When I ask her what "solution" there might be to prevent the
European collapse of which she speaks, Ms. Fallaci flares up like a
lit match. "How do you dare to ask me for a solution? It's like
asking Seneca for a solution. You remember what he did?" She then
says "Phwah, phwah," and gestures at slashing her wrists. "He
committed suicide!" Seneca was accused of being involved in a plot
to murder the emperor Nero. Without a trial, he was ordered by Nero
to kill himself. One senses that Ms. Fallaci sees in Islam the
shadow of Nero. "What could Seneca do?" she asks, with a discernible
shudder. "He knew it would end that way--with the fall of the Roman
Empire. But he could do nothing."
The impending Fall of the West, as she sees it, now torments Ms.
Fallaci. And as much as that Fall, what torments her is the blithe
way in which the West is marching toward its precipice of choice.
"Look at the school system of the West today. Students do not know
history! They don't, for Christ's sake. They don't know who
Churchill was! In Italy, they don't even know who Cavour was!"--a
reference to Count Camillo Benso di Cavour, the conservative father,
with the radical Garibaldi, of Modern Italy.
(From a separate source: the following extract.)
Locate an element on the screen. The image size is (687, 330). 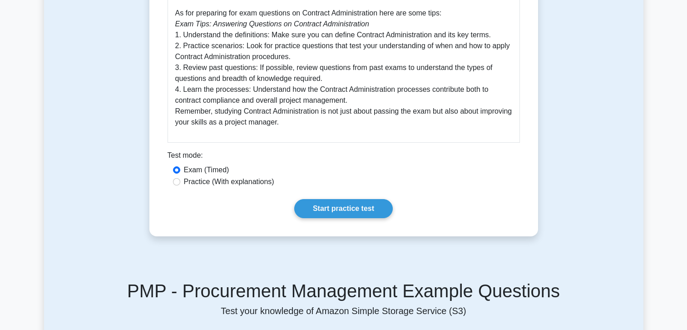
i: Exam Tips: Answering Questions on Contract Administration is located at coordinates (272, 24).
Ms. Fallaci, rarely
reverent, pauses here to reflect on the man, and on the question of
where all the conservatives have gone in Europe. "In the beginning,
I was dismayed, and I asked, how is it possible that we do not have
Cavour . . . just one Cavour, uno? He was a revolutionary, and yes,
he was not of the left. Italy needs a Cavour--Europe needs a
Cavour." Ms. Fallaci describes herself, too, as "a
revolutionary"--"because I do what conservatives in Europe don't do,
which is that I don't accept to be treated like a delinquent." She
professes to "cry, sometimes, because I'm not 20 years younger, and
I'm not healthy. But if I were, I would even sacrifice my writing to
enter politics somehow."
Here she pauses to light a slim black cigarillo, and then to take a
sip of champagne. Its chill makes her grimace, but fortified, she
returns to vehement speech, more clearly evocative of Oswald
Spengler than at any time in our interview. "You cannot survive if
you do not know the past. We know why all the other civilizations
have collapsed--from an excess of welfare, of richness, and from
lack of morality, of spirituality." (She uses "welfare" here in the
sense of well-being, so she is talking, really, of decadence.) "The
moment you give up your principles, and your values . . . the moment
you laugh at those principles, and those values, you are dead, your
culture is dead, your civilization is dead. Period." The force with
which she utters the word "dead" here is startling. I reach for my
flute of champagne, as if for a crutch.